Sea anemones reproduce both sexually and asexually, and the balance between the two varies widely by species. Sexual reproduction involves releasing eggs and sperm into the water (or brooding fertilized eggs internally), producing free-swimming larvae that eventually settle and develop into new anemones.

Asexual reproduction is where things get interesting. Some species reproduce by longitudinal fission, essentially splitting themselves in half down the middle, with each half regenerating the missing parts. Others use transverse fission, where the lower portion of the body column pinches off and grows into a complete clone. Budding, where a miniature anemone sprouts from the parent’s body, occurs in other species. These methods allow a single anemone to colonize an area rapidly, forming carpets of genetically identical individuals.

How Long They Live

Lifespans among sea anemones vary dramatically. Some temperate species, particularly in the genus Anthopleura found along the northeastern Pacific coast, may live for over 100 years. Sea anemones as a group have long been described as potentially living 50 years or more, and their capacity for regeneration and cloning makes aging difficult to measure in the traditional sense.
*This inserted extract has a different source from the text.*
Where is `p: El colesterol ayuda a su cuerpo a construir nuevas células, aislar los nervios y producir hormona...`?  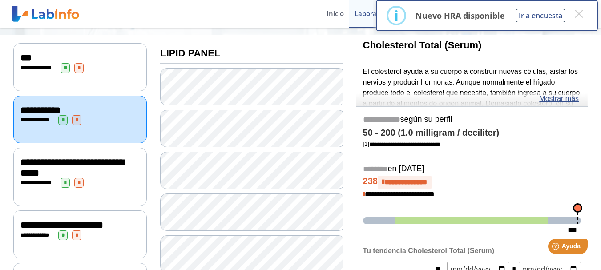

Not all species are so long-lived, though. Some Indo-Pacific anemones live only 3 to 9 years, showing high turnover of individuals even when overall population numbers remain stable. The corkscrew sea anemone, Bartholomea annulata, ranks among the shortest-lived, with most individuals surviving less than 12 months and a maximum lifespan of roughly 1.5 to 2 years. This range, from under a year to potentially over a century, reflects the enormous diversity within the group.

Anemones Beyond the Sea

When people search for “anemones,” they sometimes mean anemone flowers rather than sea creatures. Anemone is also a genus of flowering plants in the buttercup family, commonly called windflowers. These garden plants produce delicate, brightly colored blooms in spring and are popular in temperate gardens worldwide. The name comes from the Greek word “anemos,” meaning wind, because the flowers were thought to open in response to spring breezes. Sea anemones got their name simply because their ring of waving tentacles reminded early naturalists of the petals of these flowers.